By Sikivu Hutchinson
As the Religious Right doubles
down on its fascist grip on Midwestern and Southern state legislatures, the
House recently passed the Equality
Act, which grants historic protections to LGBTQI+ communities in the
workplace, public accommodations, and public education. The Act now moves to
the Senate, where it faces stiff opposition from GOP “Christian family values” bigots.
The House’s support comes at a critical juncture in the pandemic,
coinciding with the Democrats’ efforts to pass the Covid relief bill, increase the
federal minimum wage (temporarily derailed
by “Senate parliamentarian rules” bureaucracy and Democrats’ gutlessness),
and institute a “child allowance”. While passage of the Equality Act would be an economic justice
watershed for LGBT communities overall, the Act, along with these pieces of
legislation, could significantly boost African American queer families.
Nationwide, Black LGBT families are more likely to be at or below the poverty line than non-LGBT Black families, with poverty rates of 30.8% to 25% respectively. According to the Human Rights Campaign and the National Black Justice Institute, a majority of Black youth have been subjected to homophobic climates in their schools, families, and neighborhoods. Hence, the Equality Act would be a sea change for LGBTQ+ communities long disenfranchised by everyday religious bigotry, normalized transphobia, poverty wages in the workplace, and exclusion in public schools.
The Equality Act “would amend the 1964 Civil Rights Act to explicitly prevent discrimination based on sexual orientation and gender identity.” It effectively buttresses the Supreme Court’s 2020 ruling extending anti-discrimination protections to lesbian, gay, and transgender Americans. Gender identity and sexual orientation would become federally protected class categories (as race and gender are currently), affording LGBT folks legal rights to employment, schooling, and housing regardless of what state they live in.
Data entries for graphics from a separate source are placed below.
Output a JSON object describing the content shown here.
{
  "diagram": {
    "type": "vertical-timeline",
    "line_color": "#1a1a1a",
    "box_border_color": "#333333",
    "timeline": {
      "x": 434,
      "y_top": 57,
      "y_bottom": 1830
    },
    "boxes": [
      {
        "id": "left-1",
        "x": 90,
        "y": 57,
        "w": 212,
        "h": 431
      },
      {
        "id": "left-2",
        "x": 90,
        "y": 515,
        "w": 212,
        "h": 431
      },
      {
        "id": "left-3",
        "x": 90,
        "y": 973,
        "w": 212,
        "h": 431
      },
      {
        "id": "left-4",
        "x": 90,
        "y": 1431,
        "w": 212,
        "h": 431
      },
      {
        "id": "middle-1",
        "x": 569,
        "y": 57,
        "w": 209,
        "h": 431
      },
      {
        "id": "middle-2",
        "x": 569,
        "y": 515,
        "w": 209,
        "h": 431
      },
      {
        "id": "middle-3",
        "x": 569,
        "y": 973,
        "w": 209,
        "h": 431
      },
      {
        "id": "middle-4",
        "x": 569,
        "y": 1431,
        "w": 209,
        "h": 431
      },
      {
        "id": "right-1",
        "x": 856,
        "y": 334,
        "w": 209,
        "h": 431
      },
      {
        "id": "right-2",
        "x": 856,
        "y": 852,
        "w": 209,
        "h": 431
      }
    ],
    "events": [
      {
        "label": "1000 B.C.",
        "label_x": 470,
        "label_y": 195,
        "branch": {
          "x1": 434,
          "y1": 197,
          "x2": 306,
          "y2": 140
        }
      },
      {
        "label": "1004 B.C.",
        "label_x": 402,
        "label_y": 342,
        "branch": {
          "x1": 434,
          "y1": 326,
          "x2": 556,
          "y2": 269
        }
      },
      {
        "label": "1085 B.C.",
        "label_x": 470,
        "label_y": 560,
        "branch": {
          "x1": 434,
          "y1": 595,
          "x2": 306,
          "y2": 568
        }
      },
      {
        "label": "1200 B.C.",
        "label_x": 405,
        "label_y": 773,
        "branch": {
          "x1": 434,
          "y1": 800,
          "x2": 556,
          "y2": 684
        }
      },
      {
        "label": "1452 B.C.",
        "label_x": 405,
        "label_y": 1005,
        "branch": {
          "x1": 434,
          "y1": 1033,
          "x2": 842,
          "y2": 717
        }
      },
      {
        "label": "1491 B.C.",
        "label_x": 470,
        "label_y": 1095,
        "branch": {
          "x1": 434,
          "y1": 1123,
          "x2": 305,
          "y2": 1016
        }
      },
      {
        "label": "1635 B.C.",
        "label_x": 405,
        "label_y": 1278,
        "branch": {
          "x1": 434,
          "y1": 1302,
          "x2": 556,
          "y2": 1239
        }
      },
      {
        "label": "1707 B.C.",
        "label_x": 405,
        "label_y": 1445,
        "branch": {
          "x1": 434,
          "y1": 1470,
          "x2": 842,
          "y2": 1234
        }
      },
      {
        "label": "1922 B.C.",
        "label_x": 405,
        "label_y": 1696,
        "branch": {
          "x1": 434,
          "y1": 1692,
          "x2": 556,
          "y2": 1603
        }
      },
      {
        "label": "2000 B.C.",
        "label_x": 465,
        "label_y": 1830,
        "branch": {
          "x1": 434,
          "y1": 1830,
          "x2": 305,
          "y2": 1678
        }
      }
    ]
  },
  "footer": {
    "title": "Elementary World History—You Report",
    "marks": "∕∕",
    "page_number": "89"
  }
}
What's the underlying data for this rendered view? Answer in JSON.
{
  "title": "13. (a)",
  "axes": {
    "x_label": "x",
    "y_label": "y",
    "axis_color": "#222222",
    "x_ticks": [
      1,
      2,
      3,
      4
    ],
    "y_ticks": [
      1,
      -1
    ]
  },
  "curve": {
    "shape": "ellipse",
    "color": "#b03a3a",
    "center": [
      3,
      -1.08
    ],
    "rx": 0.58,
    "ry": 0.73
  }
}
Federal expansion of civil rights to queer communities is critically important because many states in the Bible Belt and Midwest do not have laws explicitly protecting LGBT workers and families.
Nationwide, people of color in general, and Black youth in particular, are more likely to identify as queer, a fact still obscured by cultural representation that privileges white queer lives and childless white gay men. These major demographic shifts away from Black hetero-norms are rarely addressed in Black liberal economic justice discourse. And, truth be told, even the most “progressive” Black pundits assume straight/cis single or two parent households when condemning institutionally racist family policies. The new safety net provisions can help create and preserve multigenerational wealth among Black queer families doubly marginalized by white supremacy on the one hand, and Black heterosexism on the other. But it will only be through forging coalitions which go beyond Pride celebrations, and actively fight for Black queer familyhood, that true Black community self-determination will be achieved.